Lahiri's book is a collection of short stories. Having said which, it's a collection of short stories split into two sections, the second of which, Hema and Kaushik, is more of a novella, being three connected stories, dealing with two characters who have an affair in the third and final story.
The first part, untitled, consists of five stories which deal with the experiences of immigrant Bengalis in North America. One story takes place in Seattle, but the rest occur on the East Coast, describing the experience of three generations of Indian (or rather Bengali) families who have chosen to settle in the United States, whilst maintaining links with India, as well as London, something of a staging post for Bengali families on their way to the States. These stories are all 'well written', hinting at Chekhov or other writers I may once have read. They're unremittingly gloomy, as though suggesting that to be a Bengali immigrant is some kind of curse; that carrying the weight of a heavily family based tradition whilst trying to forge a North American identity is a pressured and perhaps doomed enterprise. The first character I found myself in any way relating to, the brother in Only Goodness, turns into an unreliable drunk who wrecks his sister's marriage to a deeply unsympathetic Brit.

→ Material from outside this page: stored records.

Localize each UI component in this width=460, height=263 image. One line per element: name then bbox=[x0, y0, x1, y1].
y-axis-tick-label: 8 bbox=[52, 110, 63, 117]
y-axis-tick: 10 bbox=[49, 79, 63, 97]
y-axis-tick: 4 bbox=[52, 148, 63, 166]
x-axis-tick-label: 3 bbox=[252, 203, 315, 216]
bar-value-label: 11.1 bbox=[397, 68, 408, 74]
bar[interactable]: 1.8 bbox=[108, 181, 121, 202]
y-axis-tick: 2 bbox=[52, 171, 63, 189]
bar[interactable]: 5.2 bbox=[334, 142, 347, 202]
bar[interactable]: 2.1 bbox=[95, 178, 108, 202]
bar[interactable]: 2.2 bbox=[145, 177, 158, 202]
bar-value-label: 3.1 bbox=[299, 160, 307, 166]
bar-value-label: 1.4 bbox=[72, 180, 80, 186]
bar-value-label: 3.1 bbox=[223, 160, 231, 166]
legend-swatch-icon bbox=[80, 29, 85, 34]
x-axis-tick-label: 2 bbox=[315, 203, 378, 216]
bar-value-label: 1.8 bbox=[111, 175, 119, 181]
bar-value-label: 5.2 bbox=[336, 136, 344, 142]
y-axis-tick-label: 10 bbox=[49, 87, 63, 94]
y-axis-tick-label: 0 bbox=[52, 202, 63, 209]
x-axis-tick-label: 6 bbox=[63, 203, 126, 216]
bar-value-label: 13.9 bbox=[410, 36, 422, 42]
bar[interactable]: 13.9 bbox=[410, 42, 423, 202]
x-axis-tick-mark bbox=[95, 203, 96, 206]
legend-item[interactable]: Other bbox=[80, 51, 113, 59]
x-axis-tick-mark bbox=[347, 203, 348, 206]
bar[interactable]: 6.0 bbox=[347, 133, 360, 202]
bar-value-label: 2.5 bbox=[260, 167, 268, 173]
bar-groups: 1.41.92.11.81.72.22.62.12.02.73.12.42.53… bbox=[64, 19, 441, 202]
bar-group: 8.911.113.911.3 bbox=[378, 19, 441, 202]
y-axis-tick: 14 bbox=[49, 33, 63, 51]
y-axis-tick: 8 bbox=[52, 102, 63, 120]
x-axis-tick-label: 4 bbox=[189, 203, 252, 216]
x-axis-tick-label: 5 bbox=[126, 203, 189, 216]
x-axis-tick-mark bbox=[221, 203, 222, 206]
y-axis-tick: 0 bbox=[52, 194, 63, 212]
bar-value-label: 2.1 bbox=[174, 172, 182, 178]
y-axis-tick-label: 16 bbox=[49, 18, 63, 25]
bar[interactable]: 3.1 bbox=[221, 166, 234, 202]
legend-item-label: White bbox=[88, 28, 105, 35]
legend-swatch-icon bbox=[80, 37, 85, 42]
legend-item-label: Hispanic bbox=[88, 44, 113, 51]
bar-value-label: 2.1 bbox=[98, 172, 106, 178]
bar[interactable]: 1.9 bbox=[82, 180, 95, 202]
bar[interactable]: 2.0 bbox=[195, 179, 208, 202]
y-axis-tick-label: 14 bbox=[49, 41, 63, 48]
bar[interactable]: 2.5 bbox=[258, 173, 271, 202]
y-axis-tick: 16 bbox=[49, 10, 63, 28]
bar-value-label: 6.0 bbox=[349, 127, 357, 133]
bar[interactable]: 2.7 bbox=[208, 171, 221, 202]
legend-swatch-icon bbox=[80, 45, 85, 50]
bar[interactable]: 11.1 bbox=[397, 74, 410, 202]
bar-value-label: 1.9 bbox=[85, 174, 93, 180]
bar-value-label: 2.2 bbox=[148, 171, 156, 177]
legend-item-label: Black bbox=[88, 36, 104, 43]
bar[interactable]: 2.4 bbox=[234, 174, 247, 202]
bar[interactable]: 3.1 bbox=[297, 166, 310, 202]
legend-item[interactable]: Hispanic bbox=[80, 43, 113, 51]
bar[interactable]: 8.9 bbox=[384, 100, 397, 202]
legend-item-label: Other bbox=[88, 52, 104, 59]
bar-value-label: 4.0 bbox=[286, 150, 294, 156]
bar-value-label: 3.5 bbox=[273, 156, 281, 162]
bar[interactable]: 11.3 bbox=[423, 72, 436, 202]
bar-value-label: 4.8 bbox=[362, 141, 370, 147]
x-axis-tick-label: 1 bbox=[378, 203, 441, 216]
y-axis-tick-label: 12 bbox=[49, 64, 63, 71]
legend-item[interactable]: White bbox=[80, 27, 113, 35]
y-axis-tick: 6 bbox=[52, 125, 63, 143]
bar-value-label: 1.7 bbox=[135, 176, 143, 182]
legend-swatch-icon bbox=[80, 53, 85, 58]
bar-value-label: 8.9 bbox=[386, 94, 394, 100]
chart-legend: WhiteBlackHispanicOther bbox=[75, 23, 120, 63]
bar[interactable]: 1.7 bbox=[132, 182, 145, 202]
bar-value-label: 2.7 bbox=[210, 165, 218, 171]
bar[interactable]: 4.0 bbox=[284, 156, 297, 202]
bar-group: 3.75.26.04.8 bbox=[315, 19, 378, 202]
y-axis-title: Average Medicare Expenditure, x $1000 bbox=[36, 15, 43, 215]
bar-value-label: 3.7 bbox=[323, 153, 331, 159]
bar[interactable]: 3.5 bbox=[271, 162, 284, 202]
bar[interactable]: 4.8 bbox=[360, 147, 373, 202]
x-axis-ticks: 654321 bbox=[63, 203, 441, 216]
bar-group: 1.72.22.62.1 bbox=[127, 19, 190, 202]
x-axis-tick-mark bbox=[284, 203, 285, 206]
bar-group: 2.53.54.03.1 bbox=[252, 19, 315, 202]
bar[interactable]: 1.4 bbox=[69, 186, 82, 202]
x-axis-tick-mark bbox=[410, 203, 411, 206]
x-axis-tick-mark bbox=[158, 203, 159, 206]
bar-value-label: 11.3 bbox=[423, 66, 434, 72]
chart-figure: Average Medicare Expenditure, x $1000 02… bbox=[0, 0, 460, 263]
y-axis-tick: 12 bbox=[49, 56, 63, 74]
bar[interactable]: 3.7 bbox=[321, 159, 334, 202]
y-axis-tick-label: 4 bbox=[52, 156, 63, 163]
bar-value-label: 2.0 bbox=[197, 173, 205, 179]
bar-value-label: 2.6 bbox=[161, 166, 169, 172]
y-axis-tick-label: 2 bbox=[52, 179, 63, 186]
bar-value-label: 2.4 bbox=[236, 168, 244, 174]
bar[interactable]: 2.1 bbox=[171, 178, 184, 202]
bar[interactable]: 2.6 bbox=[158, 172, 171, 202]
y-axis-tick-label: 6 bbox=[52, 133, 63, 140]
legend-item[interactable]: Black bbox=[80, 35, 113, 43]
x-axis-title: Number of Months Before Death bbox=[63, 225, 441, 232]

These stories set the groundwork for the second part, which ends, to no great surprise, tragically. It was a relief to find that these last three stories were not only connected, but dealt with characters who seemed to have overcome their rigid, stultifying heritage, finding work as a photographer and a classics scholar, respectively. Hema and Kaushik come alive off the page, and there's no doubt that Lahiri has a talent for capturing voices and teasing out a narrative.
However, the great however of my day-to-day work, for all its measured, cut-glass effectiveness, it consistently felt to me as though in the end the writing was struggling to capture emotional truths which it pretends to be capturing effortlessly. Kaushik's hysterical reaction to his step-sisters, like his eventual fate, felt altogether too neat, too literary, to be true, and this was the case in most of the stories. Lahiri appears to be a writer reluctant to stray far from a world she knows inside out. Whilst the writing shows great precision in the depiction of a culture, and in the premise of the emotional conflicts it concocts, it felt to my mind as though there was something brittle, even a little shrill, in its final representation of those conflicts and their consequences, as though the coldness of the prose mitigated against a credible engagement with the truth of pain; or loss; or even love.
Is this even remotely fair? Because it's not to say that Lahiri is not a talented writer. Her skill is self-evident, seemingly effortless. My own subjectivity is caused by many factors, not least the permanent shadow of Bolano hovering over the short story form, or my current struggle to connect with most Anglo-Saxon prose. All the same, it seems to me that Unaccustomed Earth sets out its stall to capture the heartbreak of the commonplace; the fatality of the mundane, and we need to be convinced of the heartbreak or the fatality in order for this approach to work.